Think of Adobe’s Experience Cloud business as a comprehensive collection of marketing and advertising tools that help companies store, analyze, and effectively use data to interact with customers in different ways. Princess Cruises, for instance, uses Adobe Audience Manager to store and analyze anonymous user data in the cloud. From that data, Princess Cruises uses Audience Manager to figure out how to target and advertise to different types of customers — repeat customers versus newbies — and how frequently. If a repeat customer has just recently booked a cruise, Audience Manager’s sophisticated suppression features let Princess Cruises easily figure out which ads to serve. Not only does it reduce the chances of annoying customers with ads they don’t want to see, it also makes marketing campaigns more efficient. According to Princess Cruises, it helped them cut down on marketing campaign expenses by roughly 20%.

Moving forward, Rencher says Adobe’s array of artificial intelligence technology, called “Sensei,” will play an even more important role in how marketing (and in turn, the Digital Experience business) evolves. Sensei is already smart enough to tell marketers which platforms to spend their ad dollars on — display ads versus search ads and eventually TV ads — and how much in revenue those ads are expected to generate. But he also sees opportunities in retail, as retailers with a brick-and-mortar and online presence blur the line between the physical and virtual.

Home Depot, for instance, used Experience Cloud to redesign its mobile app so that the retailer can easily customize its promotions depending on where their customers are located. So San Francisco residents will see different offers than those in Pittsburgh. Shoppers, meanwhile, can check their phones to see what’s in-stock, where, and how many of those items are actually available to buy in a specific store. And once customers are in a store, they can also use the app to help them quickly navigate an aisle to find the item they’re searching for.

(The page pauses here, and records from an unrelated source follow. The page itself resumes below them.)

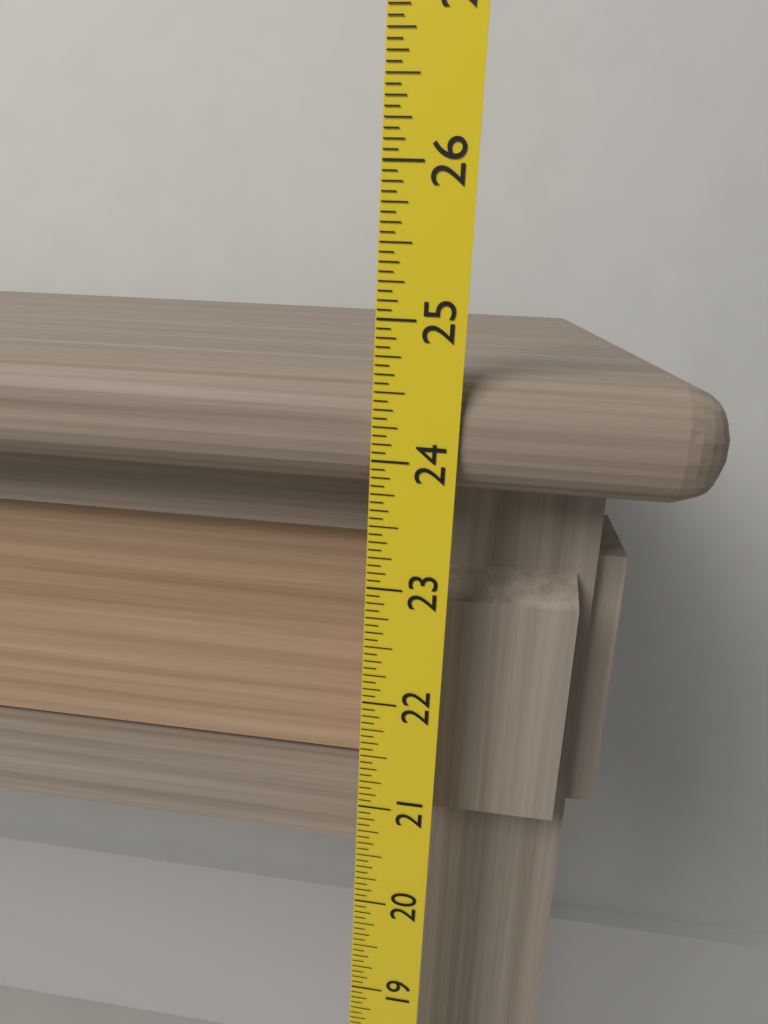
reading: 24.6250 (no unit)
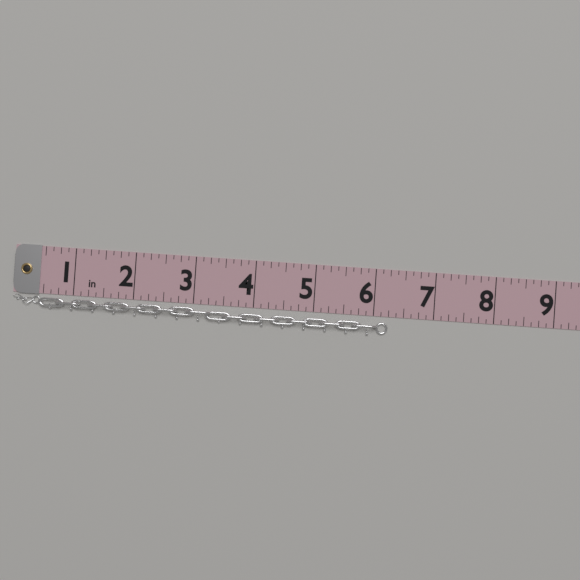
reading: 6.250 in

But Adobe wants to take that even further. This January, the company previewed a project in its research labs that shows foot traffic inside a store in real-time. Eventually, a retailer will be able to categorize shoppers in different sub-groups based on factors like their shopping preferences and last visit date so they can send those shoppers personalized offers in that retailer’s app. Customers will ostensibly be able to save money on items they’re buying during their shopping trip, and retailers are that much more likely to get a customer to spend in their stores.

“There’s a lot of work we’re doing with Adobe Experience Manager and the in-store experience that I think will be exciting for marketers,” said Rencher.